REVIEW: Kronos Quartet’s 50th anniversary concert confirmed its cutting-edge status
Luke Schulze
San Diego Union-Tribune
March 11, 2024
The multimedia program with filmmaker Sam Green on March 8 in La Jolla looked back, but also charted a path forward
So much music. So much time.
Since the Kronos Quartet’s founding in 1973, critical response to their work has focused on the many aspects of time suggested by their name.
Indeed, the recent 50th anniversary of the ensemble makes the passage of time an inevitable idea, one taken for a dazzling ride by writer/director Sam Green in the live film “A Thousand Thoughts,” presented Friday evening by La Jolla Music Society at the Conrad Prebys Performing Arts Center. The Conrad by the La Jolla Music Society Friday evening. Green’s idea, a brilliant one, is to present a film of the quartet’s history, narrated by Green himself, accompanied by a musical soundtrack played live by the ensemble.

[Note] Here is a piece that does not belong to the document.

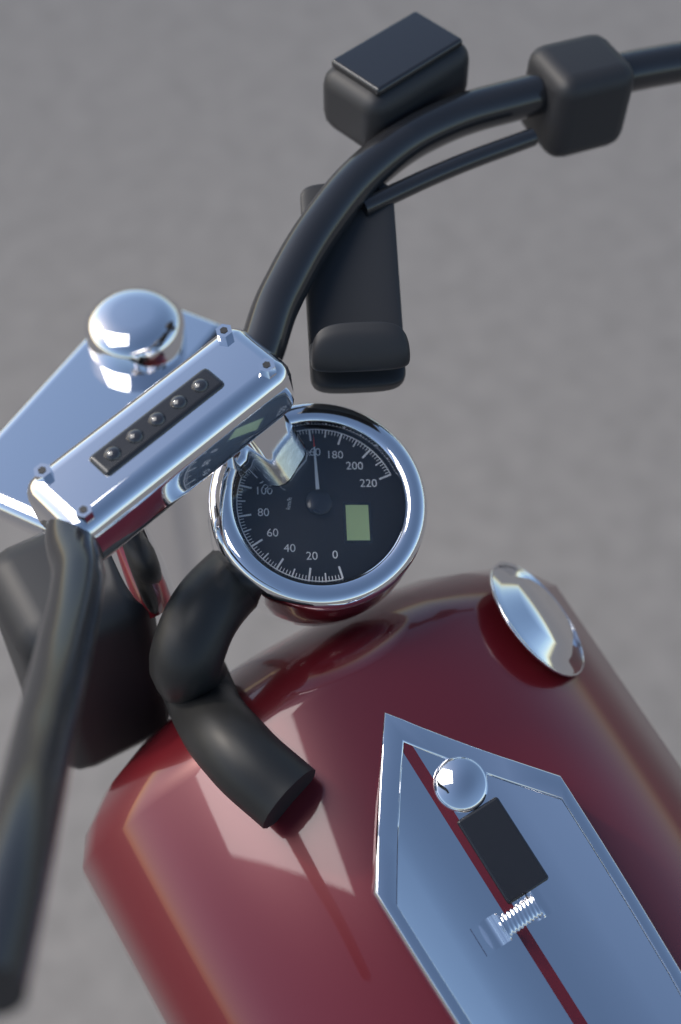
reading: 162 km/h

It would be difficult for anyone who has paid attention to music over the last number of decades to be unaware of the variety and volume of the Kronos’ output. Their energy and cagey ability to reinvent their focus helps to account for their visibility in the musical landscape.
While they may not be the only ensemble to disrupt the conservative world of art-music performance or to work to redefine both the canon and the idea of it, they are the group that must come to mind first in any mainstream survey of the new music territory of the last 50 years. Their intimate partnering with living composers, inclusion of world and popular music traditions (their 1980s version of Hendrix’s “Purple Haze” was a concert staple) and ubiquity in cultural venues from “Good Morning America” to “Sesame Street” has allowed them rise to the top of any search engine query for “exciting modern string quartet.”
The film by Green and his co-writer Joe Bini and its concept are extraordinary. In much the same way that “Forrest Gump” uses the narrative thread of its protagonist to shepherd viewers through important, often traumatic, historical events, Green’s images — made up of interviews, news broadcasts, landscape scenes and performances — lead us on a moving odyssey that begins during the Vietnam War and continues to the present moment. It touches upon post-’60s West Coast hippiedom, the Reagan and Bush presidencies and the ensuing Middle East wars, the HIV/AIDS epidemic, the Los Angeles riots of the ‘90s and the 9/11 attacks. These cultural vignettes and their fallout are set to, and framed within, the thrilling and challenging sounds of the group’s musical evolution from those years.
Pieces as groundbreaking as George Crumb’s “Black Angels” for electrified string quartet (complete with choirs of water-filled wine glasses played with bows), as pastoral as Terry Riley’s Northern-California psychedelic musical meditations, and as starkly dissonant as their accompaniment to Tanya Tagaq’s Inuk multiphonic vocal improvisations were played, characteristically, as if they are somehow kin. The Kronos’ knack for tempering musical extremity with a gentle insistence on open-minded inquiry remains unchanged, and has been a central part of their appeal.
While the quality of the playing on Friday may have been, well, incidental, we heard the group almost as much in our minds as live. The superbly edited film invited the audience to move between their own memories of the events on the screen and an awareness of the onstage performance by the virtuosic players. The current Kronos lineup is David Harrington and John Sherba, violins; Hank Dutt, viola; Paul Wiancko, cello, and their collective performance level is what is has been for half a century in numerous configurations: technically precise, empathetic and gesturally poetic.
The Kronos’ roster is soon to change, with longtime members Sherba and Dutt retiring this year, leaving Harrington as the sole original member. Whoever steps in to fill those chairs, we can safely assume that the group’s long-established commitment to the new and the bold, will continue to push against boundaries while pulling in new devotees.